Amazon is testing pricing for non-Prime members to get free shipping in selected areas, raising the threshold from $25 back to $35 – the same as for shoppers who aren’t members of Walmart+ – as it probes the potential to increase order value when shoppers add items to reach the magic number.
The company confirmed the test, which was first reported by EcommerceBytes.
“We continually evaluate our offerings and make adjustments based on those assessments,” Amazon spokesperson Kristina Pressentin told CNBC. “Prime members continue to enjoy free delivery on over 300 million items, with tens of millions of items available for free same or one-day delivery.”
Non-Prime members can continue to pay $9.99 per order for same-day shipping. The annual subscription fee sits at $139, with the last bump from $119 coming a year and a half ago.
Over the years, Amazon has yo-yoed the order threshold for non-Prime members to quality for free shipping as it reads the tea leaves of analytical data on shopper behavior and pulls the levers. In 2016, the minimum was increased from $35 to $49, then fell back to $35 again in 2017. Later that year, in a competitive move against Walmart, the minimum dropped to $25.
Prime membership dwarfs that of Walmart+, with an estimated 70% of consumers having access to it compared to 23% for Walmart’s program, as of October 2022, according to data from PYMTS. But Walmart has been growing steadily, reportedly stealing some share away among younger shoppers. Earlier this year, it gave away Walmart+ memberships to moms in a drafting move on Prime.
Scot Wingo, CEO and co-founder of Get Spiffy and a founder of ChannelAdvisor, said Amazon’s massive data science capabilities enabled it to strategically identify areas where there was less risk of losing business when the threshold jumped.
“It’s probably an intersection of the demographics of a ZIP code zip code pushing the cart economics up, forcing shoppers to either pay for shipping, get Prime or increase the cart,” Wingo said.
He said it’s very possible those same analytics tell Amazon places where it’s losing share to Walmart+. “I’m sure they can see in the data trends that a non-Prime user was ordering so much a month, then went to near zero,” Wingo said. “In that case, there’s a high probability they’ve joined a competing sub program.”
Josh Lowitz, a partner and co-founder of Consumer Intelligence Research Partners, is betting the change will have more of an impact on order size than Prime sign-ups. “Spending $10 more is relatively easy for non-Prime members, especially since presumably they have made a choice not to be members,” Lowitz said. “Of course, either change is desirable for Amazon.”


▶ **EXERCISE**:
Restate the whole of the data below word for word, skipping the images.

[Items from an interface collection]
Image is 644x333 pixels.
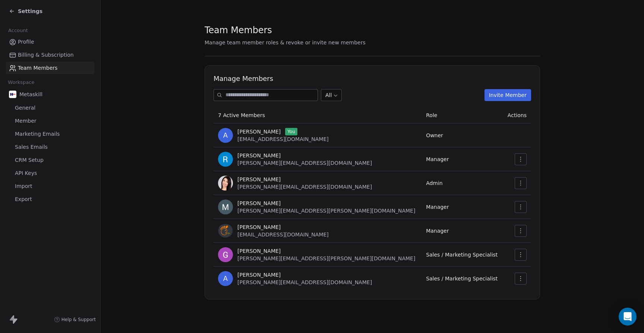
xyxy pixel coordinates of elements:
span: [PERSON_NAME][EMAIL_ADDRESS][PERSON_NAME][DOMAIN_NAME] [237,255,415,261]
a: Sales Emails [6,141,94,153]
a: Profile [6,35,94,48]
span: [EMAIL_ADDRESS][DOMAIN_NAME] [237,231,329,237]
span: Account [4,25,31,36]
span: Profile [18,38,35,46]
span: Help & Support [61,316,96,322]
div: Open Intercom Messenger [618,307,636,325]
a: Billing & Subscription [6,49,94,61]
span: Billing & Subscription [18,51,74,58]
span: Manager [426,204,448,210]
button: Invite Member [485,89,531,101]
a: Member [6,115,94,127]
span: Sales / Marketing Specialist [426,252,497,258]
span: API Keys [15,169,37,177]
span: Team Members [205,25,272,35]
a: General [6,102,94,114]
img: y20ioNKkpnIL_TwbaL-Q9Dm38r_GwzlUFKNwohZvYnM [218,175,233,190]
span: [PERSON_NAME][EMAIL_ADDRESS][PERSON_NAME][DOMAIN_NAME] [237,207,415,213]
span: [PERSON_NAME] [237,128,281,136]
span: Manage team member roles & revoke or invite new members [205,40,366,45]
span: Admin [426,180,443,186]
span: CRM Setup [15,156,43,164]
img: AVATAR%20METASKILL%20-%20Colori%20Positivo.png [9,90,17,98]
span: 7 Active Members [218,112,265,118]
span: [PERSON_NAME][EMAIL_ADDRESS][DOMAIN_NAME] [237,183,372,190]
span: Manager [426,228,448,234]
span: Sales / Marketing Specialist [426,275,497,281]
span: [PERSON_NAME] [237,247,281,254]
span: Import [15,182,32,190]
span: [PERSON_NAME] [237,175,281,182]
a: Marketing Emails [6,128,94,140]
img: r9fp3RuPNqU7mOcic6HxktLXcuiuIeLvB_iICcNUyUg [218,199,233,214]
a: CRM Setup [6,154,94,166]
span: Export [15,195,32,203]
span: Metaskill [19,90,43,98]
img: ujEFMfjBEkKw_H1zJ1v4E_xJf5wf347hxUcFOnkWq1Y [218,247,233,262]
span: [PERSON_NAME] [237,199,281,206]
span: Workspace [4,77,37,88]
span: Manager [426,156,448,162]
a: Export [6,193,94,205]
span: Team Members [18,64,58,72]
span: [PERSON_NAME] [237,151,281,159]
a: Help & Support [54,316,96,322]
span: General [15,104,35,112]
a: Team Members [6,62,94,74]
span: Settings [18,7,43,15]
h1: Manage Members [213,74,531,83]
span: Member [15,117,36,125]
span: A [218,128,233,143]
span: You [285,128,298,136]
a: Settings [9,7,43,15]
img: k9rwsdR4YVROewGK1j3MQwC1P5uYdEzljy2wzt8KXNg [218,151,233,166]
span: [PERSON_NAME][EMAIL_ADDRESS][DOMAIN_NAME] [237,159,372,166]
a: Import [6,180,94,192]
span: Marketing Emails [15,130,59,138]
span: [PERSON_NAME] [237,223,281,230]
span: A [218,271,233,286]
a: API Keys [6,166,94,179]
span: [PERSON_NAME] [237,271,281,278]
span: Owner [426,132,443,138]
span: [PERSON_NAME][EMAIL_ADDRESS][DOMAIN_NAME] [237,279,372,285]
span: Actions [508,112,526,118]
img: Rt7b6_j31qrWN83eJnbUCAO7dZF7e7N3uTJXYBcmuSQ [218,223,233,238]
span: Role [426,112,437,118]
span: [EMAIL_ADDRESS][DOMAIN_NAME] [237,136,329,142]
span: Sales Emails [15,143,48,151]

▶ **SOLUTION TO THIS EXERCISE**:
Image is 644x333 pixels.
xyxy pixel coordinates of elements:
span: [PERSON_NAME][EMAIL_ADDRESS][PERSON_NAME][DOMAIN_NAME] [237,255,415,261]
a: Sales Emails [6,141,94,153]
a: Profile [6,35,94,48]
span: [EMAIL_ADDRESS][DOMAIN_NAME] [237,231,329,237]
span: Account [4,25,31,36]
span: Profile [18,38,35,46]
span: Help & Support [61,316,96,322]
div: Open Intercom Messenger [618,307,636,325]
a: Billing & Subscription [6,49,94,61]
span: Billing & Subscription [18,51,74,58]
span: Manager [426,204,448,210]
button: Invite Member [485,89,531,101]
a: Member [6,115,94,127]
span: Sales / Marketing Specialist [426,252,497,258]
span: API Keys [15,169,37,177]
span: Team Members [205,25,272,35]
a: General [6,102,94,114]
img: y20ioNKkpnIL_TwbaL-Q9Dm38r_GwzlUFKNwohZvYnM [218,175,233,190]
span: [PERSON_NAME][EMAIL_ADDRESS][PERSON_NAME][DOMAIN_NAME] [237,207,415,213]
span: [PERSON_NAME] [237,128,281,136]
span: Manage team member roles & revoke or invite new members [205,40,366,45]
span: Admin [426,180,443,186]
span: CRM Setup [15,156,43,164]
img: AVATAR%20METASKILL%20-%20Colori%20Positivo.png [9,90,17,98]
span: 7 Active Members [218,112,265,118]
span: [PERSON_NAME][EMAIL_ADDRESS][DOMAIN_NAME] [237,183,372,190]
span: Manager [426,228,448,234]
span: Sales / Marketing Specialist [426,275,497,281]
span: [PERSON_NAME] [237,247,281,254]
span: Import [15,182,32,190]
span: [PERSON_NAME] [237,175,281,182]
a: Marketing Emails [6,128,94,140]
img: r9fp3RuPNqU7mOcic6HxktLXcuiuIeLvB_iICcNUyUg [218,199,233,214]
a: CRM Setup [6,154,94,166]
span: Export [15,195,32,203]
span: Metaskill [19,90,43,98]
img: ujEFMfjBEkKw_H1zJ1v4E_xJf5wf347hxUcFOnkWq1Y [218,247,233,262]
span: [PERSON_NAME] [237,199,281,206]
span: Workspace [4,77,37,88]
span: Manager [426,156,448,162]
a: Export [6,193,94,205]
span: Team Members [18,64,58,72]
span: [PERSON_NAME] [237,151,281,159]
a: Help & Support [54,316,96,322]
span: General [15,104,35,112]
a: Team Members [6,62,94,74]
span: Settings [18,7,43,15]
h1: Manage Members [213,74,531,83]
span: Member [15,117,36,125]
span: A [218,128,233,143]
span: You [285,128,298,136]
a: Settings [9,7,43,15]
img: k9rwsdR4YVROewGK1j3MQwC1P5uYdEzljy2wzt8KXNg [218,151,233,166]
span: [PERSON_NAME][EMAIL_ADDRESS][DOMAIN_NAME] [237,159,372,166]
a: Import [6,180,94,192]
span: Marketing Emails [15,130,59,138]
span: [PERSON_NAME] [237,223,281,230]
span: A [218,271,233,286]
a: API Keys [6,166,94,179]
span: [PERSON_NAME] [237,271,281,278]
span: Owner [426,132,443,138]
span: [PERSON_NAME][EMAIL_ADDRESS][DOMAIN_NAME] [237,279,372,285]
span: Actions [508,112,526,118]
img: Rt7b6_j31qrWN83eJnbUCAO7dZF7e7N3uTJXYBcmuSQ [218,223,233,238]
span: Role [426,112,437,118]
span: [EMAIL_ADDRESS][DOMAIN_NAME] [237,136,329,142]
span: Sales Emails [15,143,48,151]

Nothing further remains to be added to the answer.